Problem description —
The required output is the exact run of lines from the one that contains "The width and height of the screenshot is (1523, 857)." to the end of the data, with every picture left out.
[Records Boundary: Start]
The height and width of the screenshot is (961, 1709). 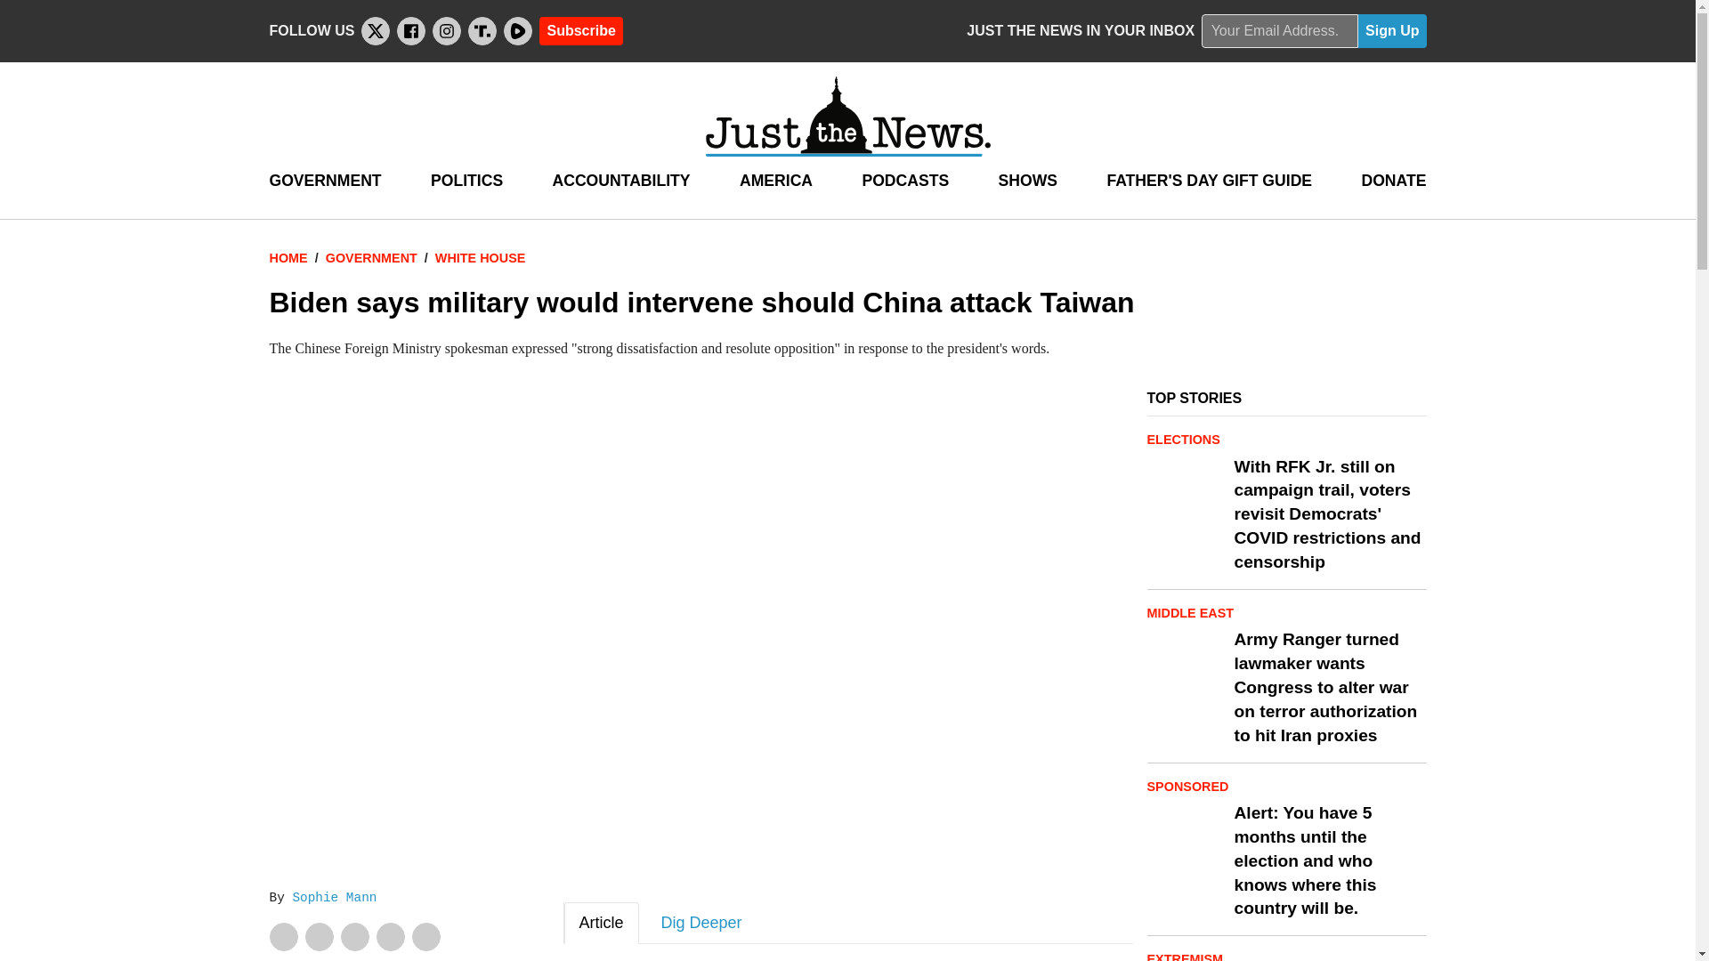 I want to click on DONATE, so click(x=1392, y=181).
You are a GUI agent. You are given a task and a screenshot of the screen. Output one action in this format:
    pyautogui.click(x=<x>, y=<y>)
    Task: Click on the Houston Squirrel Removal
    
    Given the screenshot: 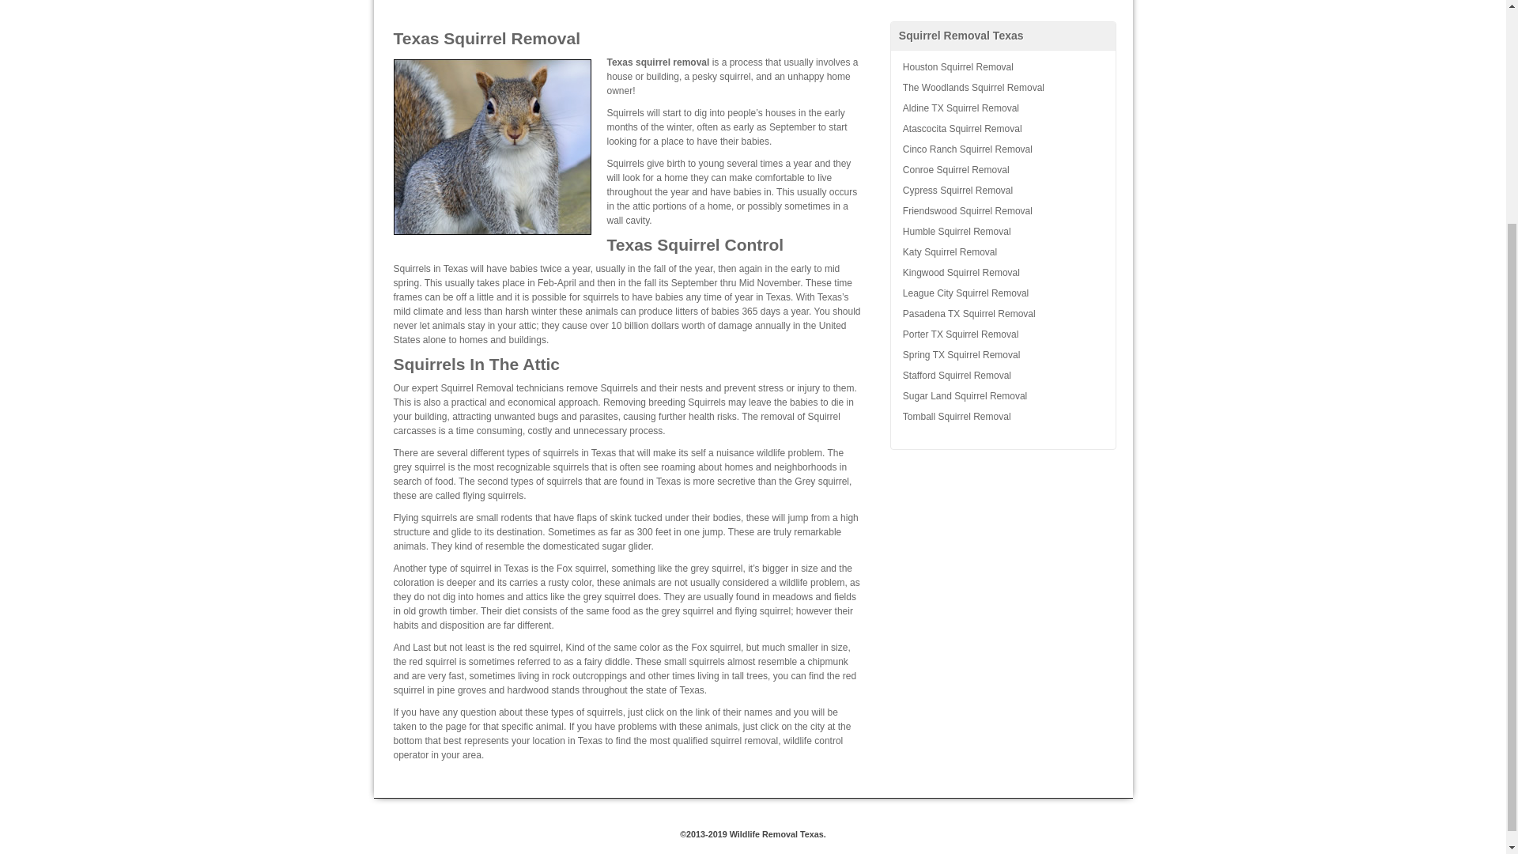 What is the action you would take?
    pyautogui.click(x=1003, y=67)
    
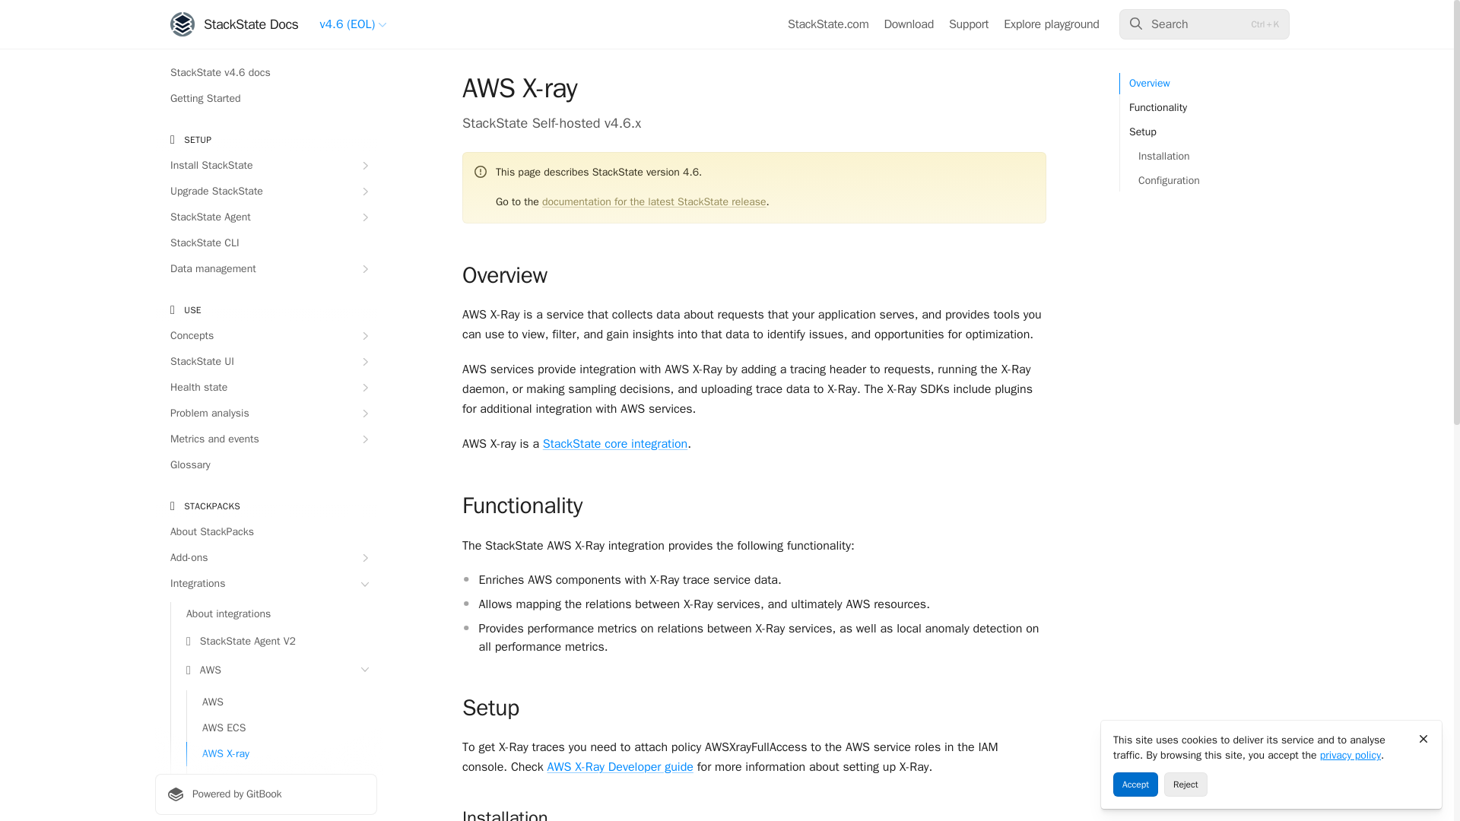 The height and width of the screenshot is (821, 1460). Describe the element at coordinates (1423, 739) in the screenshot. I see `Close` at that location.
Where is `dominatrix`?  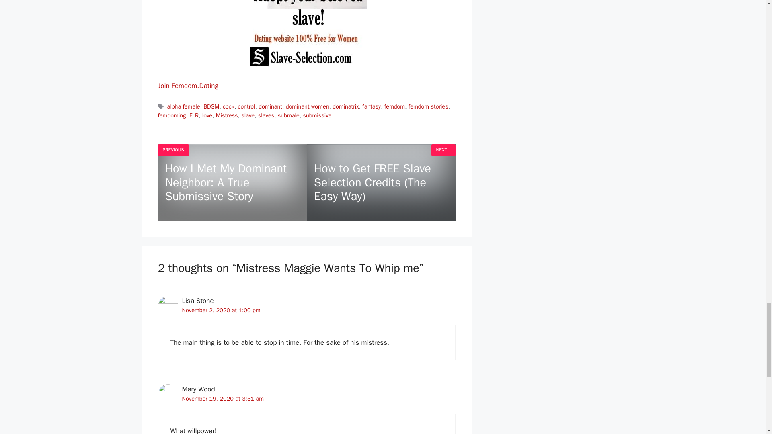
dominatrix is located at coordinates (346, 106).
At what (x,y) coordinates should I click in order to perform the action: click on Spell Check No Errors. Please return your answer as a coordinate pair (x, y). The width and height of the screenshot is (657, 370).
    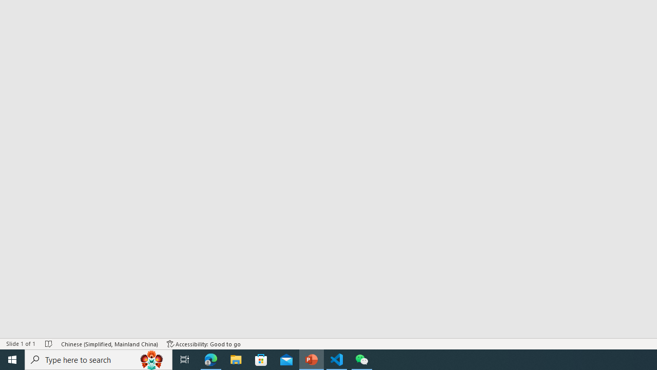
    Looking at the image, I should click on (49, 343).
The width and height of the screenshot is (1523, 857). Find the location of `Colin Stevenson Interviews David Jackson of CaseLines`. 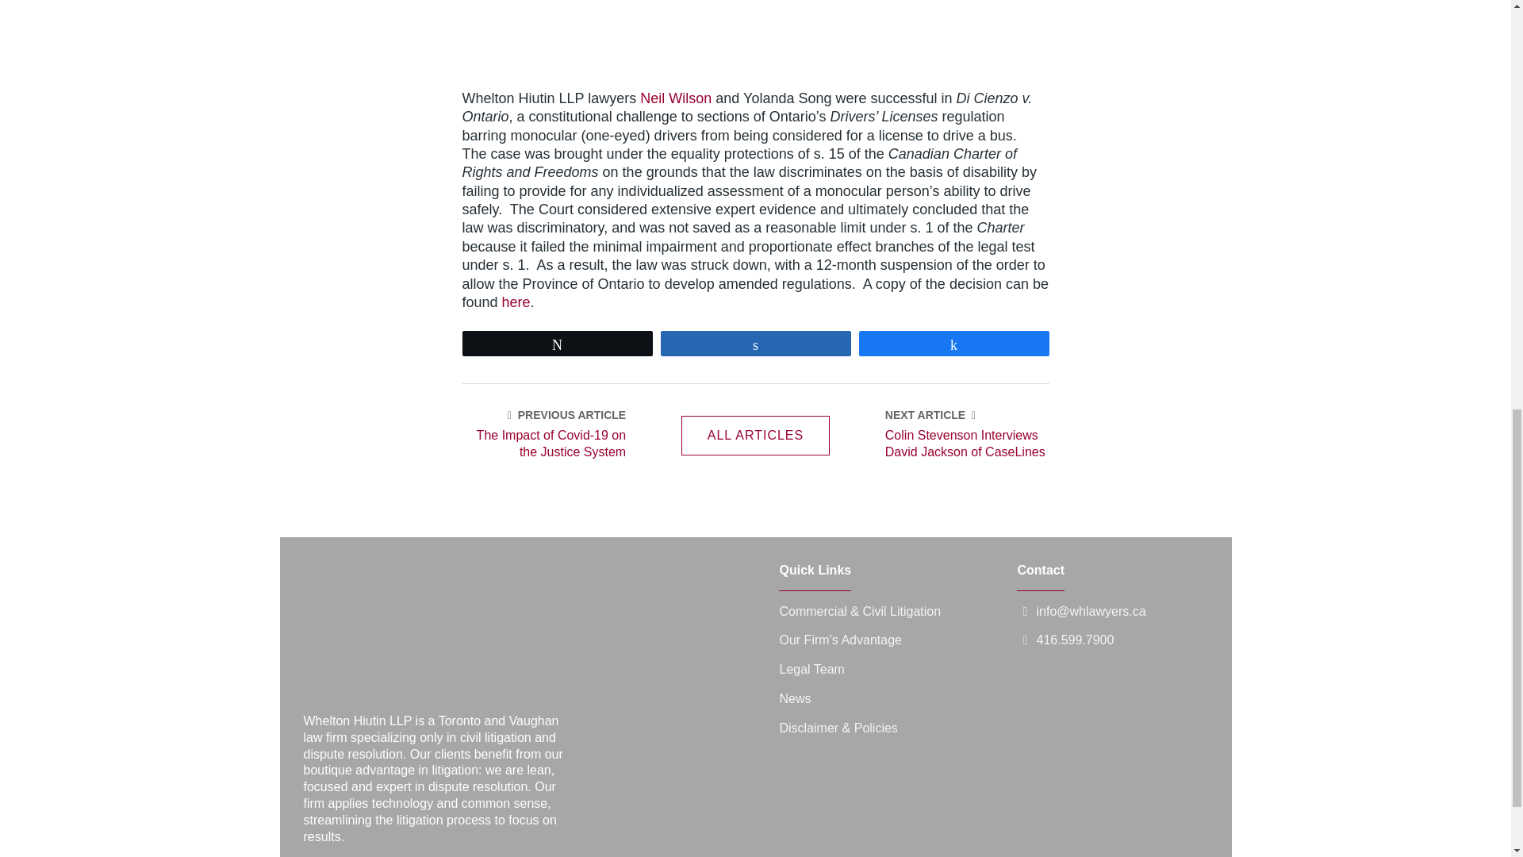

Colin Stevenson Interviews David Jackson of CaseLines is located at coordinates (966, 444).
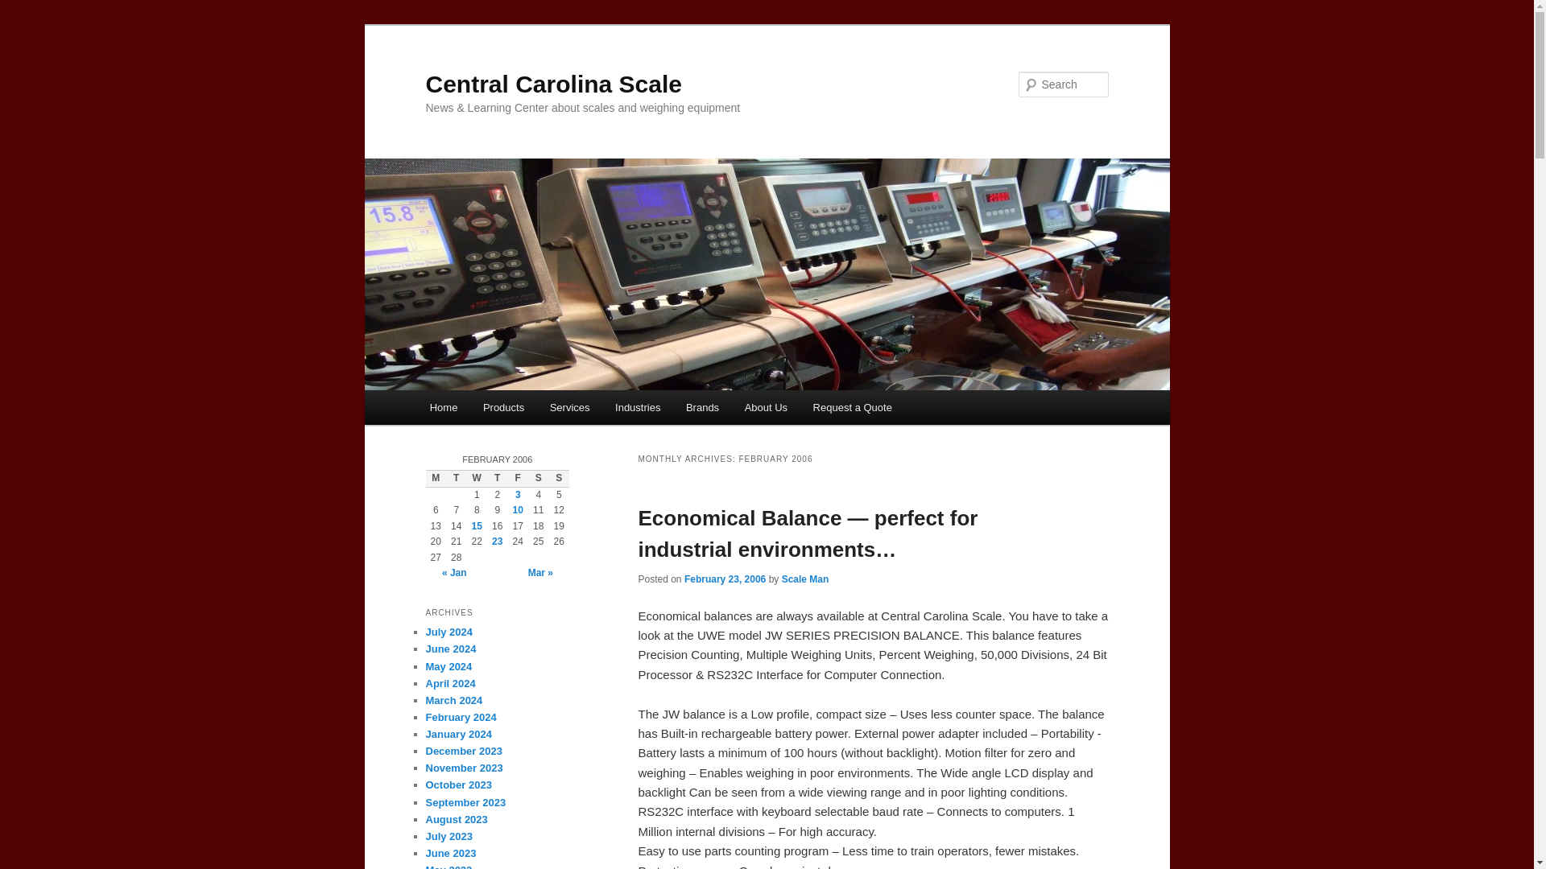 This screenshot has height=869, width=1546. I want to click on Industries, so click(638, 407).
[Records Boundary: End]
Your response —
The width and height of the screenshot is (1523, 857). Find the location of `Colin Stevenson Interviews David Jackson of CaseLines`. 

Colin Stevenson Interviews David Jackson of CaseLines is located at coordinates (966, 444).
 This screenshot has height=869, width=1546. I want to click on Industries, so click(638, 407).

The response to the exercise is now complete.